Monday, October 22, 2012

Ice sheet retreat controlled by the landscape

India Education Diary: A UK team led by Durham University has found that the geometry of channels beneath the ice can be a strong control on ice behaviour, temporarily hiding the signals of retreat. The findings, which provide the first simulation of past ice-sheet retreat and collapse over a ten-thousand- year period in Antarctica, shed new light on what makes ice stable or unstable and will help refine predictions of future ice extent and global sea-level rise, the researchers say.

The International Panel on Climate Change (IPCC) has stated that one of the main challenges in predicting future sea-level rise is to quantify and model the interactions between evolving ice sheets, oceans, sea level and climate. Significant efforts have been made over the last decade to develop computer models and collect data in order to reduce uncertainties and understand the potential impacts under scenarios of future climate change.

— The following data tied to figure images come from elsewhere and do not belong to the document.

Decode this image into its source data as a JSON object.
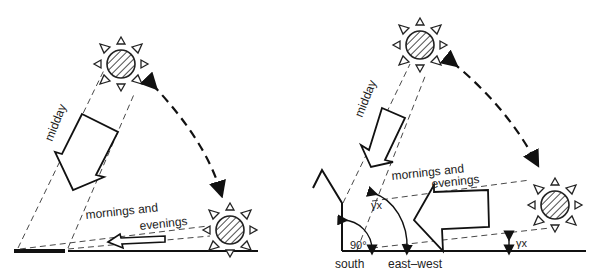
{
  "left_panel": {
    "label_midday": "midday",
    "label_mornings": "mornings and",
    "label_evenings": "evenings"
  },
  "right_panel": {
    "label_midday": "midday",
    "label_mornings": "mornings and",
    "label_evenings": "evenings",
    "angle_90": "90°",
    "angle_gamma_upper": "γx",
    "angle_gamma_lower": "γx",
    "label_south": "south",
    "label_east_west": "east–west"
  },
  "colors": {
    "ink": "#1a1a1a",
    "background": "#ffffff"
  }
}
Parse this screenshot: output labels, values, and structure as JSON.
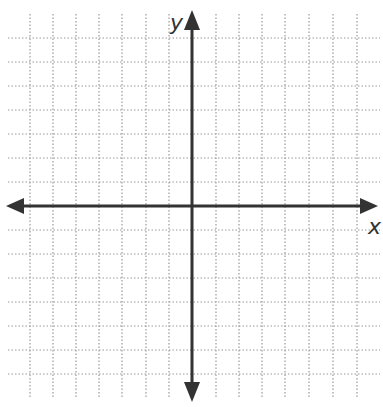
{
  "diagram": {
    "type": "coordinate-plane",
    "axes": {
      "x_label": "x",
      "y_label": "y",
      "arrows": "both-ends",
      "color": "#333333"
    },
    "grid": {
      "style": "dotted",
      "color": "#9a9a9a",
      "vertical_lines_x": [
        30,
        53,
        76,
        99,
        122,
        146,
        169,
        216,
        239,
        262,
        285,
        309,
        333,
        357
      ],
      "horizontal_lines_y": [
        38,
        62,
        86,
        110,
        134,
        158,
        182,
        230,
        254,
        278,
        302,
        326,
        350,
        374
      ],
      "units_left_of_y_axis": 7,
      "units_right_of_y_axis": 7,
      "units_above_x_axis": 7,
      "units_below_x_axis": 7
    },
    "origin": {
      "x": 192,
      "y": 206
    }
  }
}
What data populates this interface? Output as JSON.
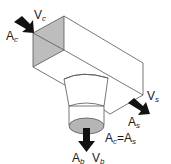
{
  "diagram": {
    "inlet": {
      "area": "A",
      "area_sub": "c",
      "velocity": "V",
      "velocity_sub": "c"
    },
    "straight_outlet": {
      "area": "A",
      "area_sub": "s",
      "velocity": "V",
      "velocity_sub": "s"
    },
    "branch_outlet": {
      "area": "A",
      "area_sub": "b",
      "velocity": "V",
      "velocity_sub": "b"
    },
    "equation": {
      "lhs": "A",
      "lhs_sub": "c",
      "eq": "=",
      "rhs": "A",
      "rhs_sub": "s"
    },
    "colors": {
      "line": "#555555",
      "shade": "#bdbdbd",
      "arrow": "#111111",
      "ellipse": "#b5b5b5"
    }
  }
}
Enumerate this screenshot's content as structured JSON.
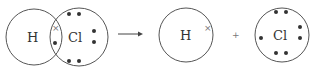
{
  "diagram": {
    "reactant": {
      "atoms": [
        {
          "symbol": "H",
          "cx": 34,
          "cy": 37,
          "r": 28
        },
        {
          "symbol": "Cl",
          "cx": 80,
          "cy": 37,
          "r": 29
        }
      ],
      "shared_electrons": [
        {
          "type": "cross",
          "x": 55,
          "y": 28
        },
        {
          "type": "dot",
          "x": 55,
          "y": 42
        }
      ],
      "cl_dots": [
        [
          69,
          14
        ],
        [
          79,
          14
        ],
        [
          69,
          61
        ],
        [
          79,
          61
        ],
        [
          94,
          31
        ],
        [
          94,
          42
        ]
      ]
    },
    "arrow": {
      "symbol": "→",
      "x1": 118,
      "x2": 143,
      "y": 34
    },
    "products": [
      {
        "symbol": "H",
        "cx": 186,
        "cy": 35,
        "r": 27,
        "electrons": [
          {
            "type": "cross",
            "x": 207,
            "y": 27
          }
        ]
      },
      {
        "symbol": "Cl",
        "cx": 282,
        "cy": 35,
        "r": 27,
        "electrons": [
          {
            "type": "dot",
            "x": 276,
            "y": 12
          },
          {
            "type": "dot",
            "x": 286,
            "y": 12
          },
          {
            "type": "dot",
            "x": 276,
            "y": 53
          },
          {
            "type": "dot",
            "x": 286,
            "y": 53
          },
          {
            "type": "dot",
            "x": 300,
            "y": 27
          },
          {
            "type": "dot",
            "x": 300,
            "y": 38
          },
          {
            "type": "dot",
            "x": 261,
            "y": 38
          }
        ]
      }
    ],
    "plus": "+",
    "labels": {
      "h1": "H",
      "cl1": "Cl",
      "h2": "H",
      "cl2": "Cl",
      "cross": "×"
    }
  }
}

The results of the new research from Durham University, the University of Sheffield, the University of Cambridge, and the British Antarctic Survey are published in the journal Nature Geoscience. Lead author Dr Stewart Jamieson, a glaciologist at the Department of Geography, Durham University, said: “Our research shows that the physical shape of the channels is a more important factor in controlling ice stability than was previously realised. Channel width can have a major effect on ice flow, and determines how fast retreat, and therefore sea-level rise, can happen.

Although climatic and oceanic changes are crucial drivers of ice loss, the research shows that the landscape below the ice strongly controls the speed of any retreat. Dr Jamieson said: "Our results suggest that during an overall phase of retreat an ice stream can appear almost stable when in fact, in the longer-term, the opposite may be the case. Getting a clearer picture of the landscape beneath the ice is crucial if future predictions of change in the ice-sheets and sea level are to be improved.”...

Marine-based ice streams are the fast flowing arteries of ice sheets, draining approximately 90 per cent of the ice that reaches the sea. They flow through large channels where the ice can move thousands of metres in a year. According to the scientists, the unpredictable nature of ice streams makes forecasting ice-sheet retreat extremely difficult. If ice streams speed up they can cause sea level to rise....

Located just 600 miles (970 kilometers) from the North Pole, Franz Josef Land is perpetually coated with ice. Glaciers cover roughly 85 percent of the archipelago’s land masses, and sea ice floats in the channels between islands even in the summertime. The Advanced Spaceborne Thermal Emission and Reflection Radiometer (ASTER) on NASA’s Terra satellite observed the islands of central Franz Josef Land on August 16 and 19, 2011. (Another sensor on Terra captured a wider view on August 17, 2011.)